Citizens forced to give up everything

An advertisement that appeared in the Dec. 19 1941 edition of the Chula Vista Star stated that Japanese-Americans were willing to give up their lives defending the United States against japan.

Two days before the Japanese military attacked Pearl Harbor, Hawaii, on Dec. 7, 1941, The Chula Vista Star published a story on its front page. Its headline: “‘True Americans’ is Statement of Nisei Citizens.”

Nisei is a Japanese term for someone born in the United States to Japanese immigrants.
The story quoted then Rear Adm. Charles A. Blakely and his “plea for understanding was in behalf of citizens of Japanese ancestry.” As we know, anyone born in the United States, regardless of their ancestry, is considered a citizen. Given Japan’s evolving role in World War II at the time, it’s not far-fetched to imagine the Japanese people in this country may have been regarded with disdain or fear by their non-Japanese and bigoted neighbors.
Blakely went on to say the Japanese-American had a “definite place in our social structure” and urged that they continue to be afforded the opportunity for work and education.
On Dec. 19 The Chula Vista Star published “Loyalty Assured by Japanese of Chula Vista Area” on page 1.

“Deploring the ‘treacherous infamy of Japan’s attack upon the United States,’ a delegation of local Japanese recently appeared before the city council,” the story stated.

Said J.K. Sano, one of hundreds of Japanese at the meeting: “Our action today was to prove our sincere allegiance to the country in which we have lived for many years. Our assistance and our lives if necessary will be offered to the United States if it needs us.”

In April 1942 hundreds of Japanese Americans were relocated from their Chula Vista homes to internment camps elsewhere in the country.

He and other Japanese, the article states, stepped forward and signed a petition of allegiance.

In viewing the episode through a 2019 lens, it’s absurd and ugly that anyone would feel compelled to prove their loyalty to this country based on the actions of a foreign government. Did the Japanese community at the time sense an undercurrent of hostility and racism from their neighbors and offer a declaration of “we mean you no harm” to allay their ignorant fears?

The story doesn’t say.

In February 1942 Franklin Roosevelt signed an executive order that would require the Japanese in this country to relocate to a concentrated area in various states: Executive Order 9066 was the introduction of internment camps.

“Japanese Here Were Evacuated Last Tuesday” was the April 10, 1942, headline in The Chula Vista Star. “The aliens were very cooperative in working with officials in closing their businesses and homes preparatory to leaving the territory … it has been estimated about 450 left the Chula Vista area” read the accompanying story.

If there was an outcry or protests from the rest of the Chula Vista community, the paper makes no mention of them.

A tense political climate, fear, an executive order and the forced removal of Americans from their homes and businesses. Who would have thought something so ugly could happen here? Certainly it couldn’t ever happen again. Could it?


- **TASK STATEMENT**: An identical copy of the data below is needed.

Dataset listings of figures:
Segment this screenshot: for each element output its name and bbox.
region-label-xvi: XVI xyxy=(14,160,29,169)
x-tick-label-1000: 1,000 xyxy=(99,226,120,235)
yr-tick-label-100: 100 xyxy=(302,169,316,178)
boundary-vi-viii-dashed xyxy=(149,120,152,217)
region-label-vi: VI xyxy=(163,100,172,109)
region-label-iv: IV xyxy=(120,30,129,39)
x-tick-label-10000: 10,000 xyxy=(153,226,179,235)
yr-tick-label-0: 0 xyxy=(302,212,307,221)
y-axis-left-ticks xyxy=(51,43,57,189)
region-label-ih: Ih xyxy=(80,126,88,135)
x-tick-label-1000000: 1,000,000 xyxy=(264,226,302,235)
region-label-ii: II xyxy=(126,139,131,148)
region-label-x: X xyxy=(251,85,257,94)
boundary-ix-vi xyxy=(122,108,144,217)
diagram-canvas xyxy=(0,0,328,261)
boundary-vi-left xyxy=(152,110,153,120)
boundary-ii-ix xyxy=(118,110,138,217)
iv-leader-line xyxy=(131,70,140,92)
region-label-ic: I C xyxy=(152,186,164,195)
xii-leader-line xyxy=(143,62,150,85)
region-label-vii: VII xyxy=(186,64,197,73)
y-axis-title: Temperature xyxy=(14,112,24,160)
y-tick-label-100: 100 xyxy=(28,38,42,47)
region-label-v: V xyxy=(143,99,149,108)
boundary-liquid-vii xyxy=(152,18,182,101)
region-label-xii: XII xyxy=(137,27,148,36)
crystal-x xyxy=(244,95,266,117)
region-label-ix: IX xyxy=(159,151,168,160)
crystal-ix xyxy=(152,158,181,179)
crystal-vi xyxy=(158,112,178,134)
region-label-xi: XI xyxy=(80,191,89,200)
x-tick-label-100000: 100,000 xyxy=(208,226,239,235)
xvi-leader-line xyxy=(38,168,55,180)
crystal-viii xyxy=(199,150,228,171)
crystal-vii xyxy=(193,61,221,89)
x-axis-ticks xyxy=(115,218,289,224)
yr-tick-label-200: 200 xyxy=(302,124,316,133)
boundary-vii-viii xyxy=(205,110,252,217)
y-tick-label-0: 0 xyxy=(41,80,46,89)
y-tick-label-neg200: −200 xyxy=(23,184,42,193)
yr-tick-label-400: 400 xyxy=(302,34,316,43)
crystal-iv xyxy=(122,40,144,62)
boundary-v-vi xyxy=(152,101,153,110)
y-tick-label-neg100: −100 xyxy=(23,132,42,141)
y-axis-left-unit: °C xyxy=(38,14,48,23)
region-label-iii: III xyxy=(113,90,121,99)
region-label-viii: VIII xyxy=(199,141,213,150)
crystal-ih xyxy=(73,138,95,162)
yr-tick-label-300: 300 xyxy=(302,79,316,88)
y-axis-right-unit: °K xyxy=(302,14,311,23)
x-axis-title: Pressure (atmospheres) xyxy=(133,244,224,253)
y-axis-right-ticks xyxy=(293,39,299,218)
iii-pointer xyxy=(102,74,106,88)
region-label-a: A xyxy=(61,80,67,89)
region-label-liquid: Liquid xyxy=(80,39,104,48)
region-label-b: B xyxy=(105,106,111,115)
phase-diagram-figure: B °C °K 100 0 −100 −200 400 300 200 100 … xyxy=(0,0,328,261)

- **COMPLETED TASK**:
Segment this screenshot: for each element output its name and bbox.
region-label-xvi: XVI xyxy=(14,160,29,169)
x-tick-label-1000: 1,000 xyxy=(99,226,120,235)
yr-tick-label-100: 100 xyxy=(302,169,316,178)
boundary-vi-viii-dashed xyxy=(149,120,152,217)
region-label-vi: VI xyxy=(163,100,172,109)
region-label-iv: IV xyxy=(120,30,129,39)
x-tick-label-10000: 10,000 xyxy=(153,226,179,235)
yr-tick-label-0: 0 xyxy=(302,212,307,221)
y-axis-left-ticks xyxy=(51,43,57,189)
region-label-ih: Ih xyxy=(80,126,88,135)
x-tick-label-1000000: 1,000,000 xyxy=(264,226,302,235)
region-label-ii: II xyxy=(126,139,131,148)
region-label-x: X xyxy=(251,85,257,94)
boundary-ix-vi xyxy=(122,108,144,217)
diagram-canvas xyxy=(0,0,328,261)
boundary-vi-left xyxy=(152,110,153,120)
boundary-ii-ix xyxy=(118,110,138,217)
iv-leader-line xyxy=(131,70,140,92)
region-label-ic: I C xyxy=(152,186,164,195)
xii-leader-line xyxy=(143,62,150,85)
region-label-vii: VII xyxy=(186,64,197,73)
y-axis-title: Temperature xyxy=(14,112,24,160)
y-tick-label-100: 100 xyxy=(28,38,42,47)
region-label-v: V xyxy=(143,99,149,108)
boundary-liquid-vii xyxy=(152,18,182,101)
region-label-xii: XII xyxy=(137,27,148,36)
crystal-x xyxy=(244,95,266,117)
region-label-ix: IX xyxy=(159,151,168,160)
crystal-ix xyxy=(152,158,181,179)
crystal-vi xyxy=(158,112,178,134)
region-label-xi: XI xyxy=(80,191,89,200)
x-tick-label-100000: 100,000 xyxy=(208,226,239,235)
xvi-leader-line xyxy=(38,168,55,180)
crystal-viii xyxy=(199,150,228,171)
crystal-vii xyxy=(193,61,221,89)
x-axis-ticks xyxy=(115,218,289,224)
yr-tick-label-200: 200 xyxy=(302,124,316,133)
boundary-vii-viii xyxy=(205,110,252,217)
y-tick-label-0: 0 xyxy=(41,80,46,89)
y-tick-label-neg200: −200 xyxy=(23,184,42,193)
yr-tick-label-400: 400 xyxy=(302,34,316,43)
crystal-iv xyxy=(122,40,144,62)
boundary-v-vi xyxy=(152,101,153,110)
y-tick-label-neg100: −100 xyxy=(23,132,42,141)
y-axis-left-unit: °C xyxy=(38,14,48,23)
region-label-iii: III xyxy=(113,90,121,99)
region-label-viii: VIII xyxy=(199,141,213,150)
crystal-ih xyxy=(73,138,95,162)
yr-tick-label-300: 300 xyxy=(302,79,316,88)
y-axis-right-unit: °K xyxy=(302,14,311,23)
x-axis-title: Pressure (atmospheres) xyxy=(133,244,224,253)
y-axis-right-ticks xyxy=(293,39,299,218)
iii-pointer xyxy=(102,74,106,88)
region-label-a: A xyxy=(61,80,67,89)
region-label-liquid: Liquid xyxy=(80,39,104,48)
region-label-b: B xyxy=(105,106,111,115)
phase-diagram-figure: B °C °K 100 0 −100 −200 400 300 200 100 … xyxy=(0,0,328,261)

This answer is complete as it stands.